The Jazz vs. Fesenko
The Jazz and Kyrylo Fesenko may be headed for a standoff.
And that’s even after the team on Friday exercised its third-year, $870,000 option for next season on Fesenko’s current rookie contract.
Herein lies the problem:
The Jazz, after picking up the option, will want, perhaps even expect, Fesenko to join them for the Orlando Pro Summer League – which features five games from Utah from July 6-10, plus a few days’ worth of training camp sessions in Orlando beforehand.
It can only aid his development and the growth of his all-around game, they believe.
Fesenko, however, spoke the day after the Jazz’s season ended in late April with a first-round playoff series loss to the Los Angeles Lakers about how he planned to play this offseason exclusively for his Ukrainian national team.
No summer league, no matter what.
The 7-foot-1 center also addressed how he hasn’t played internationally for his native country the past two summer, and how missing another would harm his standing in Ukraine.
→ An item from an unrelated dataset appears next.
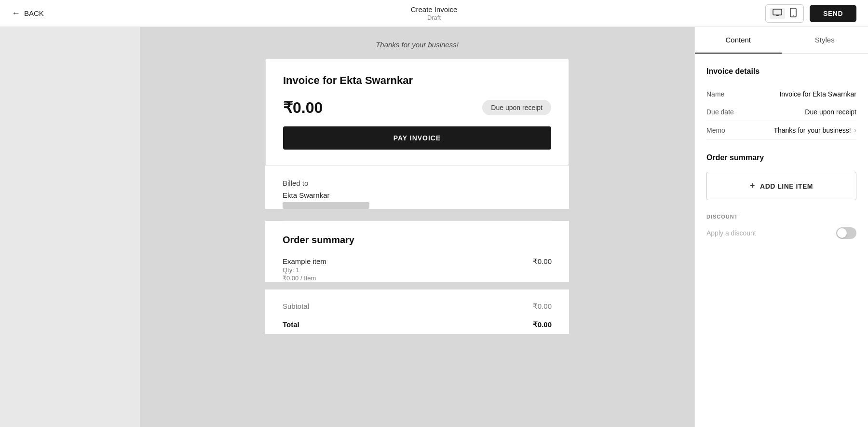 The width and height of the screenshot is (868, 427). What do you see at coordinates (830, 112) in the screenshot?
I see `due-date-value: Due upon receipt` at bounding box center [830, 112].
At the time, the Jazz still hadn’t announced their decision not to host their annual Rocky Mountain Revue at Salt Lake Community College in mid-to-late July – and they might have understood Fesenko missing that summer league, in which he’s taken part the past two years, in favor of national-team activities.
Now, however, the Revue is no more – at least for this summer – and the Jazz instead are headed to Florida.
The summer league there starts and ends much earlier in July, and Fesenko’s national-team obligations are not scheduled to get under way until after the Jazz would be finished in Orlando.
No scheduling conflict, in other words.
Still, Fesenko’s representative, Stu Lash, suggested Friday that what the Jazz want may not be what Fesenko also wants.
“Right now he’s not coming back (to the United States) in the summer, and he’ll training with national team in Ukraine,” Lash said.
Lash did say he was open to discussing the subject with Jazz brass.
If the Fesenko camp sticks with its current stance, though, things could get interesting.
Totally different circumstances because of unsigned contractual status at the time, granted, but if anyone needs to know how coach Jerry Sloan feels about his young players missing summer league, they need only ask C.J. Miles.
So should Fesenko go to Orlando? Or isn’t it that big of a deal?